By Andy Stanley and Lane Jones, Random House, 2006
Reviewed by Dr. Dan Garland, Adjunct Professor of Ministry
Communicating for a Change, by Andy Stanley and Lane Jones, brims with practical insights into effective communication that any minister or Bible teacher will find helpful. However, other aspects of the book call for sober evaluation.
Related to effective communication, the authors emphasize having a clear goal that can be expressed in single statement. Everything should lead up to, support, or point back to that central, memorable statement of truth. Asking the five questions—what do listeners need to know, why do they need to know it, what do they need to do, why do they need to do it, and what can I do to make it memorable—has proven a useful technique when I get bogged down or distracted while preparing to communicate the single point of a passage.
Other good counsel includes internalizing the message by identifying the big chunks of the sermon that serve as “mile markers” through the message; building tension in the introduction and early part of a message that is relieved by the one point of God’s Word being presented; less information, more life; talking faster, and taking it slower in the turns so that “passengers” aren’t lost in transitions.
In my opinion, Chapters 12 and 13 are the most helpful. “Me-we-God-you-we” is an approach to organizing a message based on the relationship between the speaker and the audience, rather than the text. It starts with the speaker’s personal experience with a problem/question/need as a way to introduce the subject and invite people to identify with it. Next, the audience and the speaker engage together (we) in the process of discovering what the Bible (God) says to answer the question/solve the problem/ relieve the tension identified in the me-we portions. The listener (you) is then faced with the changes called for by the single point of the sermon. The message concludes with a challenge to imagine or envision the implications of an obedient response on the part of the community of believers–including the speaker and listener (we).
While commending these principles of communication, however, I found four areas that need closer analysis. First, the writers “make no distinction between preaching, teaching, or general communication.” But, while all forms of communication share common qualities, biblical preaching and teaching are unique. General communication serves the speaker and his audience. Faithful preaching serves God, proclaiming His Word (2 Tim. 4:1-5). Biblical preachers speak with divine authority that no one naturally receives (1 Cor. 2:14).
Second, the authors’ assertion that the purpose of preaching is to change lives is only partly true. Preachers proclaim Christ (Col. 1:28), not just ideas from the Bible that they judge to be essential, applicable, or appropriate, “all they gotta know,” in the authors’ words, to modify people’s behavior. God has already communicated what He considers to be essential to knowing Him (John 17:3, 6-8, 17). Also, teaching the Bible equips listeners with a model for how to grow spiritually, and to evaluate the messages they hear (Acts 17:11).
Third, the assertion that “burden plus passion equals change” fails to distinguish the divine power of biblical content from the human power of its packaging and delivery (1 Cor. 1:18-25; 2:1-5).

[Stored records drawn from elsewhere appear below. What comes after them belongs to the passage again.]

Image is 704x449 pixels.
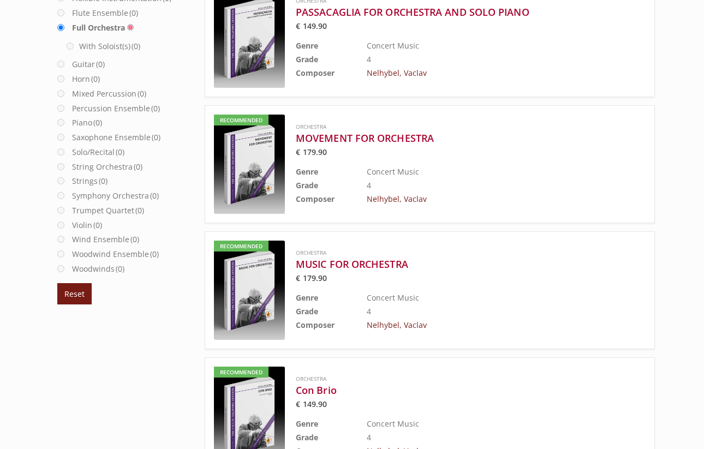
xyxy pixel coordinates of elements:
[296,123,327,131] a: Orchestra
[116,264,125,274] span: (0)
[72,189,159,203] label: Symphony Orchestra
[72,247,159,261] label: Woodwind Ensemble
[150,191,159,201] span: (0)
[367,305,591,318] td: 4
[367,165,591,179] td: Concert Music
[296,180,318,191] b: Grade
[72,218,102,232] label: Violin
[72,131,161,144] label: Saxophone Ensemble
[296,249,327,257] a: Orchestra
[367,39,591,52] td: Concert Music
[296,5,591,19] a: PASSACAGLIA FOR ORCHESTRA AND SOLO PIANO
[296,21,300,31] span: €
[214,115,285,214] a: Recommended
[72,6,138,20] label: Flute Ensemble
[72,233,139,246] label: Wind Ensemble
[134,162,143,172] span: (0)
[296,432,318,443] b: Grade
[72,57,105,71] label: Guitar
[72,160,143,174] label: String Orchestra
[296,132,591,145] a: MOVEMENT FOR ORCHESTRA
[150,249,159,259] span: (0)
[367,291,591,305] td: Concert Music
[72,262,125,276] label: Woodwinds
[72,72,100,86] label: Horn
[72,21,125,34] label: Full Orchestra
[367,179,591,192] td: 4
[296,384,591,397] a: Con Brio
[296,258,591,271] a: MUSIC FOR ORCHESTRA
[367,52,591,66] td: 4
[296,399,300,410] span: €
[57,283,92,305] button: Reset
[151,103,160,114] span: (0)
[296,273,328,283] bdi: 179.90
[72,116,102,129] label: Piano
[214,367,269,378] div: Recommended
[96,59,105,69] span: (0)
[296,68,335,78] b: Composer
[367,431,591,444] td: 4
[93,220,102,230] span: (0)
[296,293,318,303] b: Genre
[296,399,328,410] bdi: 149.90
[91,74,100,84] span: (0)
[296,306,318,317] b: Grade
[367,194,427,204] a: Nelhybel, Vaclav
[127,24,134,31] img: Delete
[296,419,318,429] b: Genre
[296,320,335,330] b: Composer
[367,68,427,78] a: Nelhybel, Vaclav
[296,147,328,157] bdi: 179.90
[131,234,139,245] span: (0)
[72,102,160,115] label: Percussion Ensemble
[79,39,140,53] label: With Soloist(s)
[116,147,125,157] span: (0)
[214,241,285,340] a: Recommended
[72,145,125,159] label: Solo/Recital
[152,132,161,143] span: (0)
[296,54,318,64] b: Grade
[72,174,108,188] label: Strings
[72,204,144,217] label: Trumpet Quartet
[296,167,318,177] b: Genre
[72,87,146,100] label: Mixed Percussion
[296,147,300,157] span: €
[214,241,269,252] div: Recommended
[129,8,138,18] span: (0)
[214,115,269,126] div: Recommended
[135,205,144,216] span: (0)
[367,320,427,330] a: Nelhybel, Vaclav
[93,117,102,128] span: (0)
[296,375,327,383] a: Orchestra
[367,417,591,431] td: Concert Music
[132,41,140,51] span: (0)
[296,40,318,51] b: Genre
[296,21,328,31] bdi: 149.90
[296,194,335,204] b: Composer
[296,273,300,283] span: €
[138,88,146,99] span: (0)
[99,176,108,186] span: (0)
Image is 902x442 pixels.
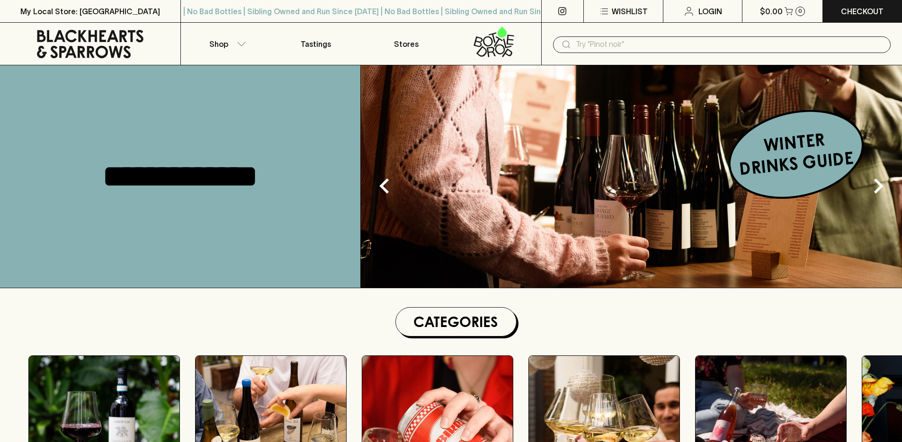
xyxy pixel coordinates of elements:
p: Wishlist [612,6,648,17]
p: $0.00 [760,6,783,17]
button: Next [859,167,897,205]
p: Stores [394,38,419,50]
a: Stores [361,23,451,65]
img: optimise [361,65,902,288]
h1: Categories [400,312,512,332]
p: Login [698,6,722,17]
p: Checkout [841,6,884,17]
button: Previous [366,167,403,205]
button: Shop [181,23,271,65]
a: Tastings [271,23,361,65]
input: Try "Pinot noir" [576,37,883,52]
p: My Local Store: [GEOGRAPHIC_DATA] [20,6,160,17]
p: 0 [798,9,802,14]
p: Shop [209,38,228,50]
p: Tastings [301,38,331,50]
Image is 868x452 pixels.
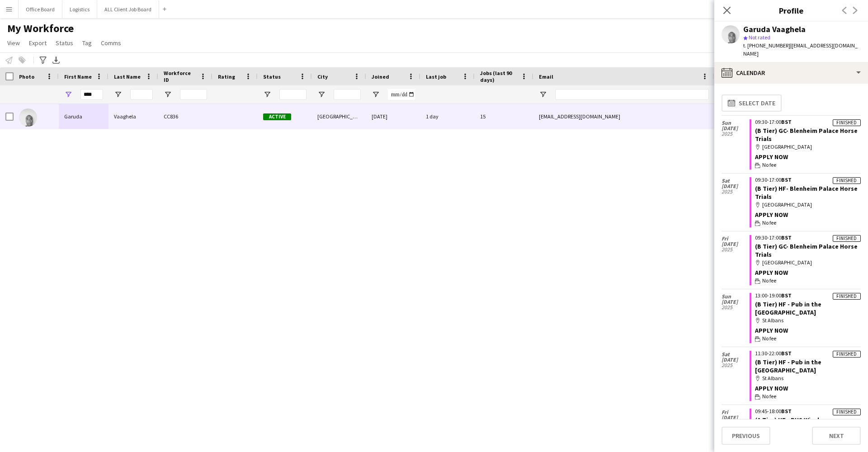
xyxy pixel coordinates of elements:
span: No fee [762,392,776,400]
a: (B Tier) GC- Blenheim Palace Horse Trials [755,242,857,259]
span: First Name [64,73,92,80]
div: 15 [475,104,533,128]
div: 13:00-19:00 [755,292,860,298]
input: Last Name Filter Input [130,89,153,100]
span: Active [263,113,291,120]
div: Finished [832,119,860,126]
span: Sun [721,293,749,299]
span: Sat [721,351,749,357]
span: [DATE] [721,415,749,420]
input: First Name Filter Input [80,89,103,100]
span: My Workforce [7,21,74,36]
input: Joined Filter Input [388,89,415,100]
button: Open Filter Menu [114,90,122,98]
div: Calendar [714,62,868,84]
span: BST [781,177,791,183]
a: Export [25,37,50,49]
span: View [7,39,20,47]
div: APPLY NOW [755,326,860,334]
span: No fee [762,334,776,342]
span: Jobs (last 90 days) [480,70,517,83]
div: 11:30-22:00 [755,350,860,356]
span: No fee [762,276,776,284]
div: St Albans [755,374,860,382]
span: Status [263,73,281,80]
span: Email [539,73,553,80]
span: [DATE] [721,299,749,304]
app-action-btn: Export XLSX [51,54,62,65]
div: APPLY NOW [755,268,860,276]
h3: Profile [714,4,868,16]
span: No fee [762,218,776,226]
span: Joined [371,73,389,80]
button: Open Filter Menu [539,90,547,98]
span: Last Name [114,73,141,80]
div: APPLY NOW [755,210,860,218]
a: (B Tier) HF - Pub in the [GEOGRAPHIC_DATA] [755,300,821,316]
div: Finished [832,408,860,415]
span: Photo [19,73,34,80]
input: Status Filter Input [279,89,306,100]
button: Open Filter Menu [64,90,72,98]
div: [GEOGRAPHIC_DATA] [755,201,860,209]
span: Comms [101,39,121,47]
span: 2025 [721,304,749,309]
div: Finished [832,292,860,300]
span: Sat [721,178,749,184]
span: Export [29,39,46,47]
span: [DATE] [721,241,749,247]
a: (B Tier) HF- Blenheim Palace Horse Trials [755,185,857,201]
span: Fri [721,409,749,415]
span: | [EMAIL_ADDRESS][DOMAIN_NAME] [743,42,857,57]
span: t. [PHONE_NUMBER] [743,42,789,49]
div: [GEOGRAPHIC_DATA] [312,104,366,128]
a: (B Tier) GC- Blenheim Palace Horse Trials [755,127,857,143]
div: Vaaghela [109,104,158,128]
div: Garuda Vaaghela [743,25,806,33]
span: BST [781,119,791,125]
span: Fri [721,235,749,241]
div: APPLY NOW [755,384,860,392]
div: 09:30-17:00 [755,119,860,125]
div: CC836 [158,104,212,128]
button: Logistics [62,1,97,18]
span: Status [55,39,73,47]
div: [GEOGRAPHIC_DATA] [755,259,860,267]
span: 2025 [721,131,749,136]
span: 2025 [721,247,749,252]
a: Comms [97,37,125,49]
div: Garuda [59,104,109,128]
button: Select date [721,95,781,111]
div: [EMAIL_ADDRESS][DOMAIN_NAME] [533,104,714,128]
span: Not rated [748,34,770,41]
span: No fee [762,160,776,168]
div: St Albans [755,316,860,325]
div: Finished [832,177,860,184]
span: 2025 [721,189,749,194]
span: [DATE] [721,126,749,131]
img: Garuda Vaaghela [19,109,37,127]
span: [DATE] [721,184,749,189]
div: Finished [832,350,860,357]
app-action-btn: Advanced filters [37,54,48,65]
button: ALL Client Job Board [97,1,159,18]
button: Open Filter Menu [318,90,326,98]
div: 1 day [420,104,475,128]
input: Workforce ID Filter Input [180,89,207,100]
span: Sun [721,120,749,126]
button: Office Board [19,1,62,18]
span: Tag [82,39,92,47]
div: 09:45-18:00 [755,408,860,414]
a: Tag [79,37,95,49]
input: Email Filter Input [555,89,708,100]
span: Last job [426,73,446,80]
button: Open Filter Menu [263,90,271,98]
span: Workforce ID [163,70,196,83]
div: 09:30-17:00 [755,234,860,240]
a: (A Tier) HF - RHS Wisely [755,415,822,423]
span: BST [781,407,791,414]
span: City [318,73,327,80]
span: BST [781,349,791,357]
div: 09:30-17:00 [755,177,860,183]
input: City Filter Input [334,89,360,100]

When preachers talk about a “powerful illustration,” an “impactful delivery,” or “seven keys to irresistible communication,” often they are describing a human cause-and-effect. Of course preachers should use appropriate persuasive techniques, but they must never depend on them to convict sinners, justify believers, and sanctify saints, which only God can do. The authors may be correct in stating that, “presentation trumps information when it comes to engaging the audience,” but only the Word itself is “…living and active and sharper than any two-edged sword…” (Heb. 4:12-13).
Finally, the assumption that a generational shift has made it necessary to “abandon a style, an approach, a system that was designed in another era for a culture that no longerexists,” is unsubstantiated. The question, “Will you consider letting go of your alliterations and acrostics and three point outlines and talk to people in terms they understand?” attacks a caricature of textual expository preaching as a relic of left-brained modernity. This implies either that the old style of preaching was ineffective in its own generations, or that now we have to accommodate a new generation that is not only completely different, but justifiably disconnected from believers who went before them. This goes beyond the idea that truth never changes, but methods can and should. It confuses contemporary practice with relevance.
The wise reader will benefit from this book’s many helpful insights and techniques for effective communication, but will do well to carefully consider its perspectives related to expository preaching.